SIDEBAR: Check how a new media guy is experimenting with a ‘subservient human’ idea as Steve Rubel describes it. You can even rename his website!

Continue reading

The better mousetrap of a press release

There’s a Tom and Jerry vignette where Tom has a blueprint for building a better mousetrap. It’s a one of those Rube Goldberg contraptions that’s supposed to end up altering the contours of Jerry’s head. It works, but not in the way Tom planned it. Jerry, shrewdly modifies the blueprint, as you can expect.

I thought of that when debating the social media press release by PR Squared. Todd Defren of Shift Communications has released a whole new company, PRX Builder, to back the idea he launched several months ago. The PRX Release, (see example here) is simple, but functional. You can test it out for free here -with a GMail account login. Or check a PDF template.

The navigation is not so intuitive, but it covers the basics -keywords, quotes, multimedia, boilerplate etc. A good text editor is built in to it.

For now, this is still the beta stage as fas as social media is concerned. I can see how, a few years from now, someone’s going to build on it in such a way that may alter the blueprint.  That’s the nature of the malleable social media. Once you release it, you lose control in a good way; it morphs into something you didn’t quite expect.

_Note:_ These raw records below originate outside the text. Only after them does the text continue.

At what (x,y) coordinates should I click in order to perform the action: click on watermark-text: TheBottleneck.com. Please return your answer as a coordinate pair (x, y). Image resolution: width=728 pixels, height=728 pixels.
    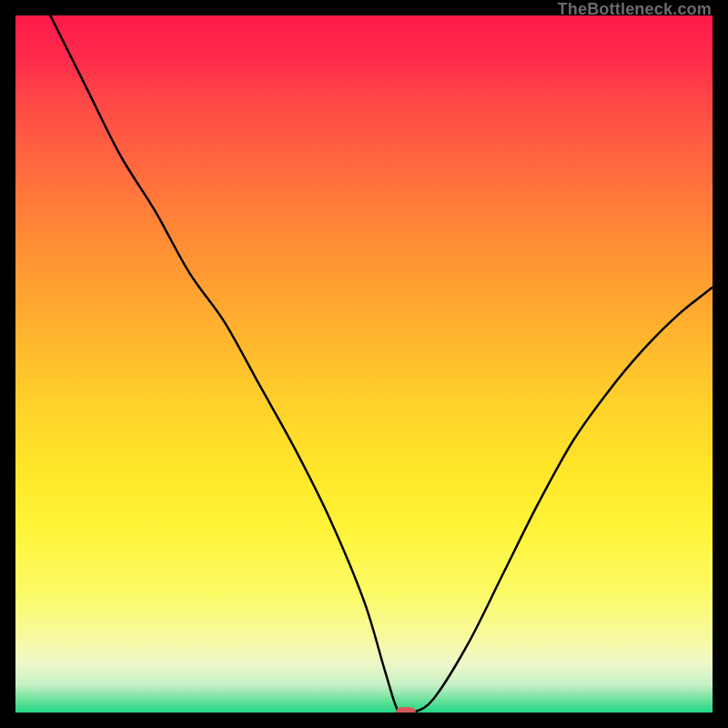
    Looking at the image, I should click on (635, 9).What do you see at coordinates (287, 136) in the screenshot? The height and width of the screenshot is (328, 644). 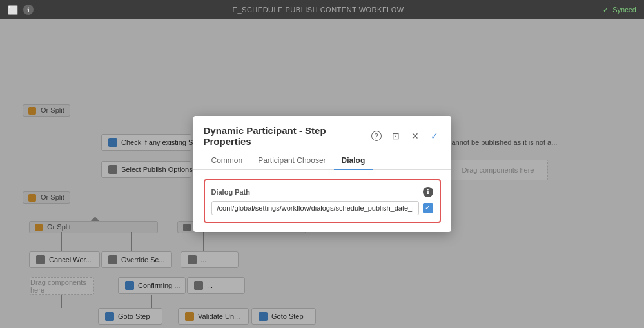 I see `modal-title: Dynamic Participant - Step Properties` at bounding box center [287, 136]. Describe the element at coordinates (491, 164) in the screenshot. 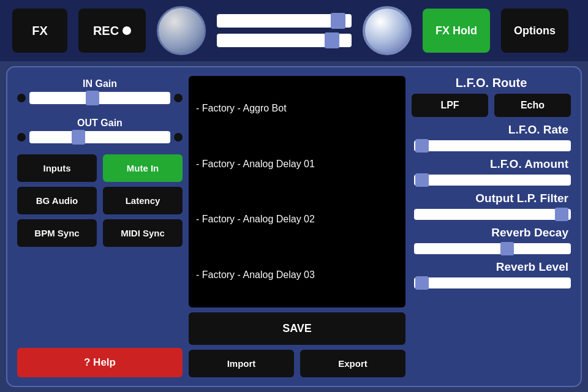

I see `lfo-amount-label: L.F.O. Amount` at that location.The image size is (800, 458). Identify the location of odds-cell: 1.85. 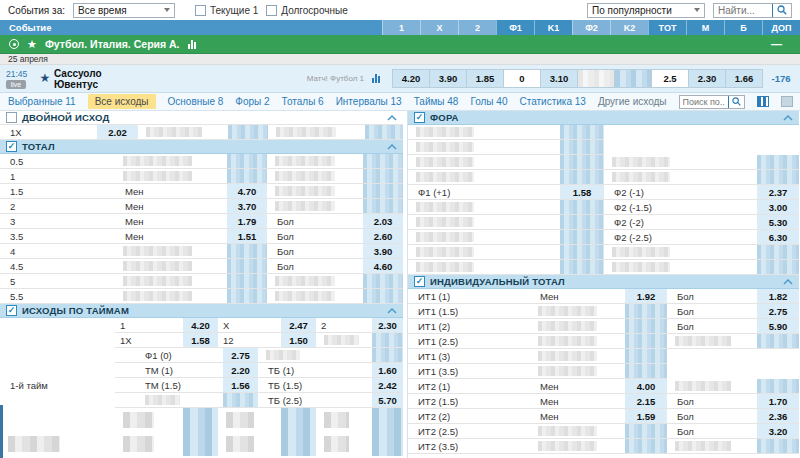
(485, 78).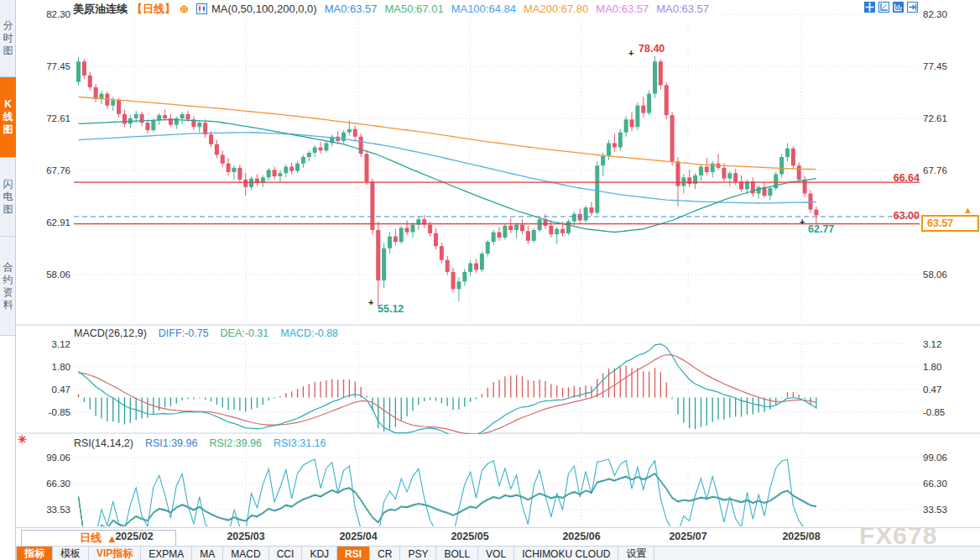 The height and width of the screenshot is (560, 980). Describe the element at coordinates (206, 333) in the screenshot. I see `macd-header: MACD(26,12,9) DIFF:-0.75 DEA:-0.31 MACD:…` at that location.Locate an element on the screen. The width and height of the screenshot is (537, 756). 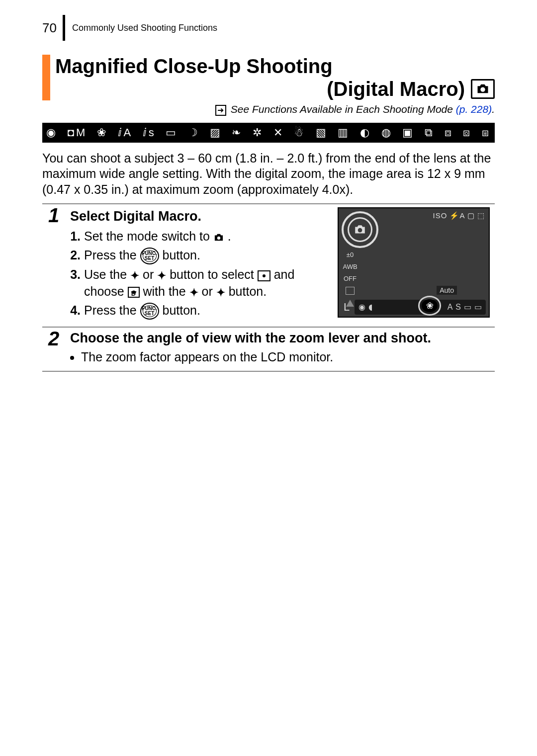
mode-icon: ▥ is located at coordinates (344, 133).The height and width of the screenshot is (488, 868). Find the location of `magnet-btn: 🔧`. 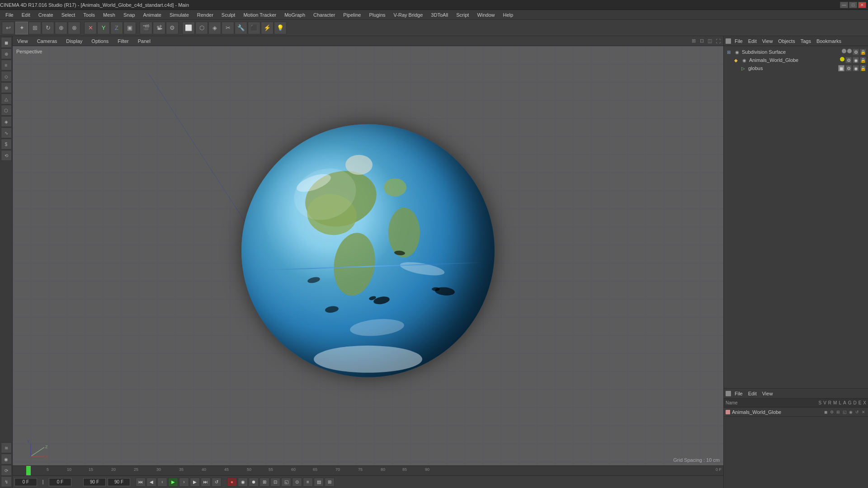

magnet-btn: 🔧 is located at coordinates (241, 28).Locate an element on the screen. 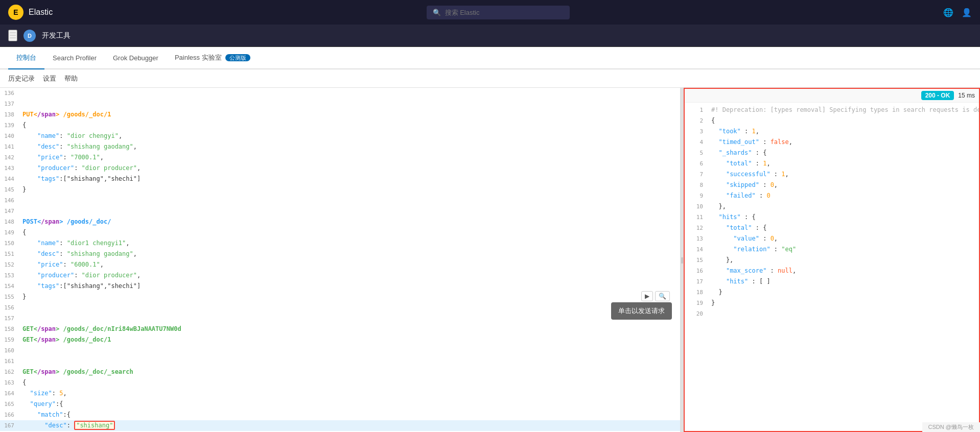  response-line-number: 1 is located at coordinates (699, 110). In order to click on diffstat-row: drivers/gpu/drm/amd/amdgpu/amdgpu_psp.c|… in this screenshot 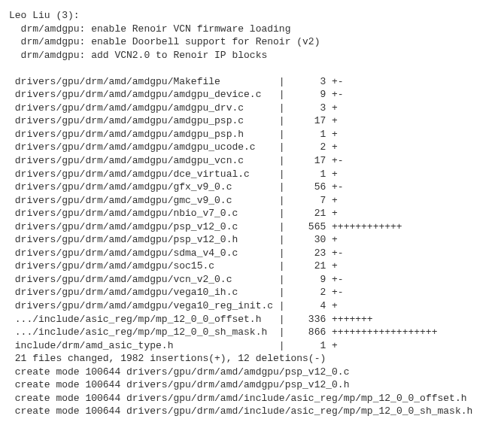, I will do `click(255, 121)`.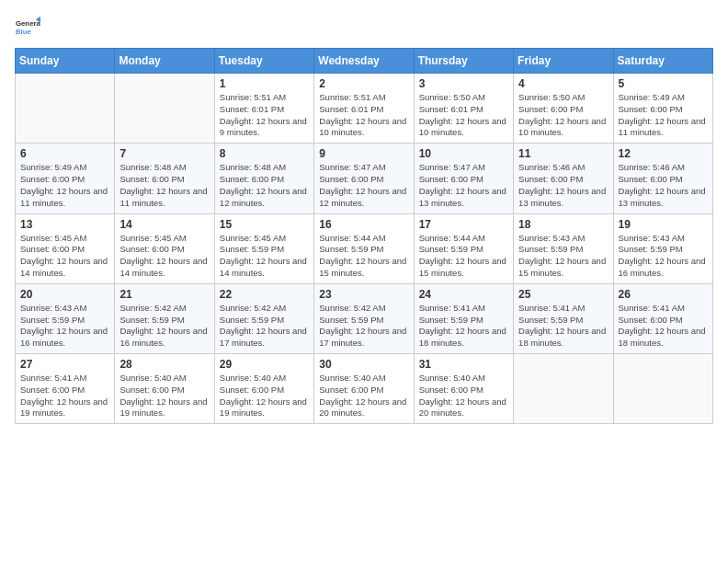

Not in the Tom and Jerry confrontational way, but as in Wikipedia, the spirit of co-opetition, the open-source initiative, and open source art, literature, music, and something as complex as Moodle – a community of hundreds of thousands of users in 160 countries.

So to get back to the press release, those like Lego, announcing the release of Open Source software, may eventually want to migrate to the social media format. Ad and PR agencies had better take notes, if they want to remain relevant, and not be like the buggy whip manufacturers when the first automobiles rolled into town.

Continue reading

Crayon launches this week

Crayon_site
I don’t know Josef Jaffe, but as a listener to his ‘Across the Sound’ podcast, I have to believe that his new company, Crayon, will change the game in marketing. Ruffle a lot of feathers, plant a stake in the ground etc. etc, etc, as Jaffe would say!

Also, he’s teaming up with two people I know, Neville Hobson and Shel Holtz –fellow IABC-ers– and CC Chapman, all of whom have made bold moves into Second Life.

So it was not that surprising that Jaffe’s tease on his blog talk about the company launch at ‘an undisclosed island,’ actually referred to an island in Second Life. Neville, Shel and CC dislosed the details. Their headquarters will include "a theater, a presentation
amphitheater, housing, and a variety of other elements that will all be
unveiled at our launch party this Thursday, October 26."

Interestingly, Crayon, true to new media and marketing, is "not an agency nor a consulting practice…What we are is whatever you want or need us to be" as Neville says. For Shel, he’s "leaving the world of sole practitionership and independent consulting to join a startup."

For those who’ve listened to Josef’s analogies of the box of crayons, the name is quintessiantial Jaffe! This out-of the-box un-company is prepared to pull any color out of its crayon box. A true mashup, when you think of it, using a real-world writing tool as a metaphor of a company that will operate solely in Second Life.